“Got to, laddie, nowadays. The foundation of a successful business career.”
“And what’s the next move?”
We were drawing near to the White Cottage. It stood and broiled in the sunlight, and I hoped that there might be something cool to drink inside it. The window of the sitting-room was open, and through it came the yapping of Pekingese.
“Oh, I shall find another cottage somewhere else,” said Ukridge, eyeing his little home with a certain sentimentality. “That won’t be hard. Lots of cottages all over the place. And then I shall buckle down to serious work. You’ll be astounded at the progress I’ve made already. In a minute I’ll show you what those dogs can do.”
“They can bark all right.”
“Yes. They seem excited about something. You know, laddie, I’ve had a great idea. When I saw you at your rooms my scheme was to specialise in performing dogs for the music-halls—what you might call professional dogs. But I’ve been thinking it over, and now I don’t see why I shouldn’t go in for developing amateur talent as well. Say you have a dog—Fido, the household pet—and you think it would brighten the home if he could do a few tricks from time to time. Well, you’re a busy man, you haven’t the time to give up to teaching him. So you just tie a label to his collar and ship him off for a month to the Ukridge Dog College, and back he comes, thoroughly educated. No trouble, no worry, easy terms. Upon my Sam, I’m not sure there isn’t more money in the amateur branch than in the professional. I don’t see why eventually dog owners shouldn’t send their dogs to me as a regular thing, just as they send their sons to Eton and Winchester. My golly! this idea’s beginning to develop. I’ll tell you what—how would it be to issue special collars to all dogs which have graduated from my college? Something distinctive which everybody would recognise. See what I mean? Sort of badge of honour. Fellow with a dog entitled to wear the Ukridge collar would be in a position to look down on the bloke whose dog hadn’t got one. Gradually it would get so that anybody in a decent social position would be ashamed to be seen out with a non-Ukridge dog. The thing would become a landslide. Dogs would pour in from all corners of the country. More work than I could handle. Have to start branches. The scheme’s colossal. Millions in it, my boy! Millions!” He paused with his fingers on the handle of the front door. “Of course,” he went on, “just at present it’s no good blinking the fact that I’m hampered and handicapped by lack of funds and can only approach the thing on a small scale. What it amounts to, laddie, is that somehow or other I’ve got to get capital.”
It seemed the moment to spring the glad news.
“I promised him I wouldn’t mention it,” I said, “for fear it might lead to disappointment, but as a matter of fact George Tupper is trying to raise some capital for you. I left him last night starting out to get it.”
“George Tupper!”—Ukridge’s eyes dimmed with a not unmanly emotion—“George Tupper! By Gad, that fellow is the salt of the earth. Good, loyal fellow! A true friend. A man you can rely on. Upon my Sam, if there were more fellows about like old Tuppy, there wouldn’t be all this modern pessimism and unrest. Did he seem to have any idea where he could raise a bit of capital for me?”
“Yes. He went round to tell your aunt about your coming down here to train those Pekes, and——What’s the matter?”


● Exercise objective
A single count is required: the lines of the data below in which the word "letter" occurs.

● Provided records

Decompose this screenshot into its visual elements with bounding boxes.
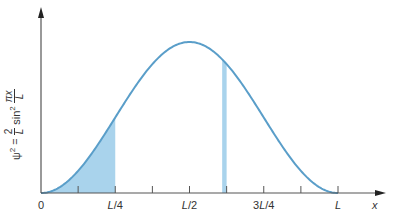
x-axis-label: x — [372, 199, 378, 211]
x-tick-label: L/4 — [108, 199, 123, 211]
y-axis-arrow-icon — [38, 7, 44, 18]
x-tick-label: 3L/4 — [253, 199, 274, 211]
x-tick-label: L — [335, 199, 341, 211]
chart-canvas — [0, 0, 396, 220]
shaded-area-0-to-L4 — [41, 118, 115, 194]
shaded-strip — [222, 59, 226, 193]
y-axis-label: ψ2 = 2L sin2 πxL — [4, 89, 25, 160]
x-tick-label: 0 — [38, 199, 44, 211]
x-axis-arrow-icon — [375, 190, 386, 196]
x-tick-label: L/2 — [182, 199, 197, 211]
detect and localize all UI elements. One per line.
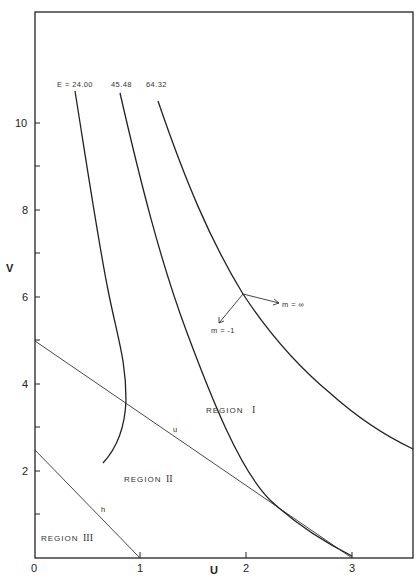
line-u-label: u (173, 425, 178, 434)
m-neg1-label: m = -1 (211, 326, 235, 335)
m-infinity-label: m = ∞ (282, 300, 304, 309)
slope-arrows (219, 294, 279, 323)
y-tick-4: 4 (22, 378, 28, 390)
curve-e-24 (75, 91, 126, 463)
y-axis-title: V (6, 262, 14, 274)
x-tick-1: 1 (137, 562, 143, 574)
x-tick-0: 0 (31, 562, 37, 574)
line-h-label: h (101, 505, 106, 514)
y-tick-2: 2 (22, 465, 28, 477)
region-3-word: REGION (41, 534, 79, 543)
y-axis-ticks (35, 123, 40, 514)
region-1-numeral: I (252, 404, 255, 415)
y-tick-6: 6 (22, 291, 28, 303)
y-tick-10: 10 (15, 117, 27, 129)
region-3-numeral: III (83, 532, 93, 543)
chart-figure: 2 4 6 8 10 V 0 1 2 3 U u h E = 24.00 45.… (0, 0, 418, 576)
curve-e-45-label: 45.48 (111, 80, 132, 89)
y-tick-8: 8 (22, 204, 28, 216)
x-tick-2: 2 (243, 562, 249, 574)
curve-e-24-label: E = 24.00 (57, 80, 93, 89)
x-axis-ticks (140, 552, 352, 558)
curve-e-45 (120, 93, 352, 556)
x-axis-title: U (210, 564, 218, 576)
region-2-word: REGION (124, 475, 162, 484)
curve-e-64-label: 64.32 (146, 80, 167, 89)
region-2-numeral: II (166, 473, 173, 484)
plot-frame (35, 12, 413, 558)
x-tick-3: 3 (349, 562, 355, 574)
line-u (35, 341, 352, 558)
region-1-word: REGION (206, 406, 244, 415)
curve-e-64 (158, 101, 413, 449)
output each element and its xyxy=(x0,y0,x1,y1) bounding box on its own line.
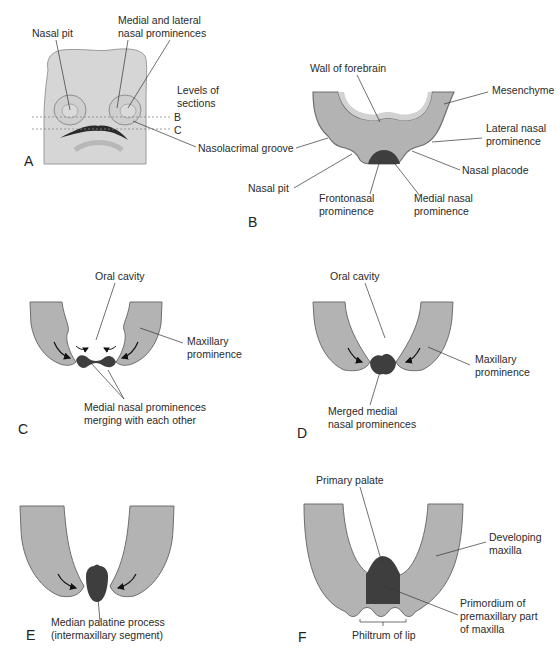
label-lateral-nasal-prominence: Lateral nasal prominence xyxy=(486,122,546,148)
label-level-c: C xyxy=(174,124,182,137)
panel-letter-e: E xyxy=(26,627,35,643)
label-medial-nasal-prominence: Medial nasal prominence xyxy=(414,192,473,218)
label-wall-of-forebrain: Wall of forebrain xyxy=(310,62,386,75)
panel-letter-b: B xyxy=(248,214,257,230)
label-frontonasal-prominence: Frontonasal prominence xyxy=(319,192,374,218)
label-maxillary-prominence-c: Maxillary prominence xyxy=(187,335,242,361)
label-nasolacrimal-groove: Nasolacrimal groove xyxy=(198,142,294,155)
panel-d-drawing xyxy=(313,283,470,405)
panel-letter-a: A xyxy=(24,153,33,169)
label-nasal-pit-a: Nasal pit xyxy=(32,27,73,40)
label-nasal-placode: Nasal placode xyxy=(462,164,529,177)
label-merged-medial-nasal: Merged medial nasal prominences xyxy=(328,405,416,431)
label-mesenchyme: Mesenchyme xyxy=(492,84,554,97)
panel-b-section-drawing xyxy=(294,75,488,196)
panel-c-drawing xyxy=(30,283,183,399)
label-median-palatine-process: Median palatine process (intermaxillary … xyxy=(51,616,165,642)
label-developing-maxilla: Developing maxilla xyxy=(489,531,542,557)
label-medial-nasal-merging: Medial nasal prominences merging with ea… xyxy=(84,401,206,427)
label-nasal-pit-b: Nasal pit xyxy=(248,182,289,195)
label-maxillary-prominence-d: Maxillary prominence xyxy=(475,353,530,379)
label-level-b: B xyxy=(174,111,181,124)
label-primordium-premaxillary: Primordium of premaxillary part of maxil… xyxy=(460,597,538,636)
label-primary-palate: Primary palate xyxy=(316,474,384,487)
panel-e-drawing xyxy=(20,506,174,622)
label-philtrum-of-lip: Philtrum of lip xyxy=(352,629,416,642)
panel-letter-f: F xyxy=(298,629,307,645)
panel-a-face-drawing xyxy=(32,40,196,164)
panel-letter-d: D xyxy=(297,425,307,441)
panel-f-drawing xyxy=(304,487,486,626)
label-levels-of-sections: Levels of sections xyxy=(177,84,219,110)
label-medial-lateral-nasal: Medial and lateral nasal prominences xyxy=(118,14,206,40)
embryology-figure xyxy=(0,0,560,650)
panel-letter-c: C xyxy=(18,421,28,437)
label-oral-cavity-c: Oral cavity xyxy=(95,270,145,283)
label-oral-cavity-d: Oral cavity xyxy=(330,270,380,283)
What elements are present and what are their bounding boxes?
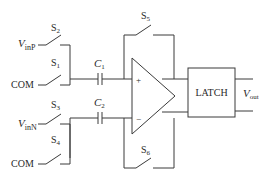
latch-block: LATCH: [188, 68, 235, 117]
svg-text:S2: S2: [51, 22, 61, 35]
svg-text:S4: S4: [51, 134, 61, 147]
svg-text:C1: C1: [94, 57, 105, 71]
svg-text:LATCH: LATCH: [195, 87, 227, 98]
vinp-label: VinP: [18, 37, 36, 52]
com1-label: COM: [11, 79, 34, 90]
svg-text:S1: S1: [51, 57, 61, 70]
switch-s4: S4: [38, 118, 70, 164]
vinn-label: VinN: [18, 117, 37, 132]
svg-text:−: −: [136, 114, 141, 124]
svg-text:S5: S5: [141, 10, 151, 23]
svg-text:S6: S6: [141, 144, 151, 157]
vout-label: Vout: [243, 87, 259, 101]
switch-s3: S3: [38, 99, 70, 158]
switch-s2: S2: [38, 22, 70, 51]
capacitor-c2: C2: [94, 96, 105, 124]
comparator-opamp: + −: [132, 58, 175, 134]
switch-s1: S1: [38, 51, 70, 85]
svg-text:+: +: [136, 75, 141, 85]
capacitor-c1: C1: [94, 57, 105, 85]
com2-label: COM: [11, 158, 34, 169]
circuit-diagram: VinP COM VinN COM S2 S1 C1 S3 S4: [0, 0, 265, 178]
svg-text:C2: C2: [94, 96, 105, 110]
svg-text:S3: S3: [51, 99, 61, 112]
==
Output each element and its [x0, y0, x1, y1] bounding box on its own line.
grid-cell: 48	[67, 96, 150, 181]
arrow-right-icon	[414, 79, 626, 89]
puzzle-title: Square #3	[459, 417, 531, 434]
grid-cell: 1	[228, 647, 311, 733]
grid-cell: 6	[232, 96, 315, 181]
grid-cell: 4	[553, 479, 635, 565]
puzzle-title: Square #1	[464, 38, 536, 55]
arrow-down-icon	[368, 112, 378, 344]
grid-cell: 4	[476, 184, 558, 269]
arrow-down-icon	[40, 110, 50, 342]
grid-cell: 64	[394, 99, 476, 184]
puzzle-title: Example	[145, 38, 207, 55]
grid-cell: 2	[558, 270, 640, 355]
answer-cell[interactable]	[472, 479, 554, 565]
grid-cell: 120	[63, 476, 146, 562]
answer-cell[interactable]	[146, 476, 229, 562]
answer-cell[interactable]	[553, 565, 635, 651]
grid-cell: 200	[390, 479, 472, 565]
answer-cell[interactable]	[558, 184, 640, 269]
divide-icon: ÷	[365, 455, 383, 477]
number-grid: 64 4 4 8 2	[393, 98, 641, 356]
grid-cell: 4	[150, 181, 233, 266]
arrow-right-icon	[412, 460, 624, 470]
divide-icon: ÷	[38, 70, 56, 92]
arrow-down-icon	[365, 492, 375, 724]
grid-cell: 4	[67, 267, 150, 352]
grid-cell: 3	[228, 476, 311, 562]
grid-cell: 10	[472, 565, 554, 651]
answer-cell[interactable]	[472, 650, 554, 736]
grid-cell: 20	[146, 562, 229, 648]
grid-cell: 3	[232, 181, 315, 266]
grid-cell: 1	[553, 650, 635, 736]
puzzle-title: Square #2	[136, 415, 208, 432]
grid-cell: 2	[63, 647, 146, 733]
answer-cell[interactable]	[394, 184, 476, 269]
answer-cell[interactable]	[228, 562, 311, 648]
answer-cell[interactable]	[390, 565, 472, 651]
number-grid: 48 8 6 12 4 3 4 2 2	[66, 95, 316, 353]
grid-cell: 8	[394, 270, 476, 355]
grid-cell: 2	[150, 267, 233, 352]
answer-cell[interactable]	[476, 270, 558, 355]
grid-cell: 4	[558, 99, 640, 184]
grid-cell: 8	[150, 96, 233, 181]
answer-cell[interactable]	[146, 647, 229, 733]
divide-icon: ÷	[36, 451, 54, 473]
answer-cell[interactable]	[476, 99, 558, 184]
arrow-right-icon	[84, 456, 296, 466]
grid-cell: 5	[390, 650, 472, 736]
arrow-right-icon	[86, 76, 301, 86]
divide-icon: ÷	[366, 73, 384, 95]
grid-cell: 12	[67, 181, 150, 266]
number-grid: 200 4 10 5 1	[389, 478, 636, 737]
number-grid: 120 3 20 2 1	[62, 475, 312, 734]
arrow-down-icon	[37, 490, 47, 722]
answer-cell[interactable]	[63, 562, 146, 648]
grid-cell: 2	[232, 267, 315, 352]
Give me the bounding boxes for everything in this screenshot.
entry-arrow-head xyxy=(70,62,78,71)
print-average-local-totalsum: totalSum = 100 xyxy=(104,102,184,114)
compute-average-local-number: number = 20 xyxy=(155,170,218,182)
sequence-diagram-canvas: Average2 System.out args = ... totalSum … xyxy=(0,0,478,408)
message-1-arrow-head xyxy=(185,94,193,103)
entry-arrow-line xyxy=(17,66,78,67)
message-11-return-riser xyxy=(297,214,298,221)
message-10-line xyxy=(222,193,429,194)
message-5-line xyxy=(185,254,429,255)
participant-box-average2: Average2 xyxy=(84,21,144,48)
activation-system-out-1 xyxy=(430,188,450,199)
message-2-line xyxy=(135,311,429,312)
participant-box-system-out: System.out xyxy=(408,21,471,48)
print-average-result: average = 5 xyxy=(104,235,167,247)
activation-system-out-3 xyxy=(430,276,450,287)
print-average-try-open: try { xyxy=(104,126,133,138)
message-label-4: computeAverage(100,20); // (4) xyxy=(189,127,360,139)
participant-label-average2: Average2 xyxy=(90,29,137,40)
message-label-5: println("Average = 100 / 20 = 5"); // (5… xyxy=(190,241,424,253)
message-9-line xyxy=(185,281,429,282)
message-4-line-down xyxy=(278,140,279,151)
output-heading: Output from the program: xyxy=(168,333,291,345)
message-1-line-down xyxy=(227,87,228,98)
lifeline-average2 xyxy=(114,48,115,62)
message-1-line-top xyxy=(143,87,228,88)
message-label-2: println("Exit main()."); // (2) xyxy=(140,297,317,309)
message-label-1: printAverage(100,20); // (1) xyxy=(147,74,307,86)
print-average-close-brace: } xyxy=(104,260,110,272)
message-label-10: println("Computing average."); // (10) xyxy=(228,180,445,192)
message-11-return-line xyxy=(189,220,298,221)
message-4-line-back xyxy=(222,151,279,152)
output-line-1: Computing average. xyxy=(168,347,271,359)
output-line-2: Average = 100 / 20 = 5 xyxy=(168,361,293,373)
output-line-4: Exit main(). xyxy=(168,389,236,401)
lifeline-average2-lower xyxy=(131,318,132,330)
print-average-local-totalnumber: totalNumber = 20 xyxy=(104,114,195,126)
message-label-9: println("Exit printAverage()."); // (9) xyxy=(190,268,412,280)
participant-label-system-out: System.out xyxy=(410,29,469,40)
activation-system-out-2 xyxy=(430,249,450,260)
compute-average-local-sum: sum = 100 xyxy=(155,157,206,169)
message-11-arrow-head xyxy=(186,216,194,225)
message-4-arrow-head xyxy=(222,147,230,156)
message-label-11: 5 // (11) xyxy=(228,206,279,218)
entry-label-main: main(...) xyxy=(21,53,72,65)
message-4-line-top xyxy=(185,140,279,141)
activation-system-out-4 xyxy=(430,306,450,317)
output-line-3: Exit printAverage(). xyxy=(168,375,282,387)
--
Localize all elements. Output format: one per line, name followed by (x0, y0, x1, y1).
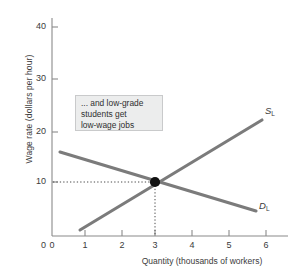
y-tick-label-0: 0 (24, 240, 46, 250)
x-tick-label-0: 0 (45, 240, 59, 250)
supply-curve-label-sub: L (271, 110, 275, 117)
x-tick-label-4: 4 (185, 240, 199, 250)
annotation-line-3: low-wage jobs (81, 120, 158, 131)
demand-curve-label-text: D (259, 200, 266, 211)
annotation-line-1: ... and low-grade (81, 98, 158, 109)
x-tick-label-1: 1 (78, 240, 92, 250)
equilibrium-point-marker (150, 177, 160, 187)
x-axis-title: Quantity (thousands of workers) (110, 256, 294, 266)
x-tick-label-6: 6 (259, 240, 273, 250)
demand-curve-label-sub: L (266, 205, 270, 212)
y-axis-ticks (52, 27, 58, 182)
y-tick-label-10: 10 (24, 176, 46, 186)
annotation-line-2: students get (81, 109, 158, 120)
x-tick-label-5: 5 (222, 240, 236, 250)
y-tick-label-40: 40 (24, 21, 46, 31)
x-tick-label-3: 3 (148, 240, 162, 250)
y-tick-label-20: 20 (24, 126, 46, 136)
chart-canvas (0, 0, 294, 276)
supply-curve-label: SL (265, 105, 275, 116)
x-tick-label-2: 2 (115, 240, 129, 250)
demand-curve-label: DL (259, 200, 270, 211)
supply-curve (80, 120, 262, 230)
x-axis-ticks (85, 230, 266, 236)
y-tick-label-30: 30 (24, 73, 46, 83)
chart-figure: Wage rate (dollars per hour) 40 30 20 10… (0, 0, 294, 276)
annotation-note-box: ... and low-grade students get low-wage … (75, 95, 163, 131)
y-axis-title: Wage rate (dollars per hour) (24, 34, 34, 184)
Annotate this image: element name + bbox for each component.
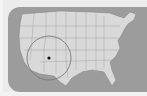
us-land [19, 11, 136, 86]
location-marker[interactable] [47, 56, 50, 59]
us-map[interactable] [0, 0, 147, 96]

● Response area
6